I went to see Anthony and Cleopatra last night and it should have been so much better! The staging was great and as Welch says, the eunuch and prophet were, too. But the main characters failed to convince.
Quote from Anne Marie Welch in The San Diego Union was good: Dan Snook's Antony and Sara Surrey's Cleopatra felt emotionally small, indulgent lovers younger than usual for the parts, not the Mars and Venus upon whom the fate of nations depends.
Surrey's coquettish Cleopatra looks right, with her strong profile, physical stature and lovely way with movement and gesture – and by Act 5, she was Cleopatra, and a grand one.

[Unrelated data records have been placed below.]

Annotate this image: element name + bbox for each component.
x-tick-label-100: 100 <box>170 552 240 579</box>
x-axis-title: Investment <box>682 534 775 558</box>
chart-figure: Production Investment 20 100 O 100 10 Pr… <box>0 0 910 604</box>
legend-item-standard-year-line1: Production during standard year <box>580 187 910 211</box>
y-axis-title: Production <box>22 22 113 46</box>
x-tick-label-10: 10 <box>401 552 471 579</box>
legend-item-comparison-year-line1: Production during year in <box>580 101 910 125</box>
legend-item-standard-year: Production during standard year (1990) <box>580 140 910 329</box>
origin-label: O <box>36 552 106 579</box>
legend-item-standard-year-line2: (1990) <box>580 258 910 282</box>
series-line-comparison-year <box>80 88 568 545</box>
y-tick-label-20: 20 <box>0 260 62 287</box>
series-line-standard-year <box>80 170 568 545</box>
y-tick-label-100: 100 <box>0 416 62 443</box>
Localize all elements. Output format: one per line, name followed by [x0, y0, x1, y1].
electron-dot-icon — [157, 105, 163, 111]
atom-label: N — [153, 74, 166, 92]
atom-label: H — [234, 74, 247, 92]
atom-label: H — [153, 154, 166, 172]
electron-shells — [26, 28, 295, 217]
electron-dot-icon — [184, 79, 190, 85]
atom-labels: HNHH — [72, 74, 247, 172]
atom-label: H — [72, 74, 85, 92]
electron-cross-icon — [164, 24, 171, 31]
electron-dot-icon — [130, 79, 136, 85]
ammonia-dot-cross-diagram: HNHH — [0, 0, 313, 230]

High on her monument, dressed in ivory and gold, delighting in the bite of the asp that will kill her, this statuesque queen triumphs and transforms, becoming a goddess radiant and assured. Tresnjak then adds an exquisite epilogue in which her handsome younger Antony returns. Strange denizens of the Egyptian court – the eunuch Mardian (Michael Newman, wonderfully weird in drag) and the soothsayer (Bruce Turk, ominous and otherworldly) – row them across Lethe toward an underworld where they can enjoy each other in peace.
A familiar and interesting theme. Were you rooting for Fulvia or Cleopatra? Was Anthony doing a mortal wrong? Your viewpoint may depend more on your adaptation to women's sexuality than the historically based plot. This took place pre-Christian of course. Things were simpler then.
Time to take the OTHER WOMAN'S SURVEY or see what others have said.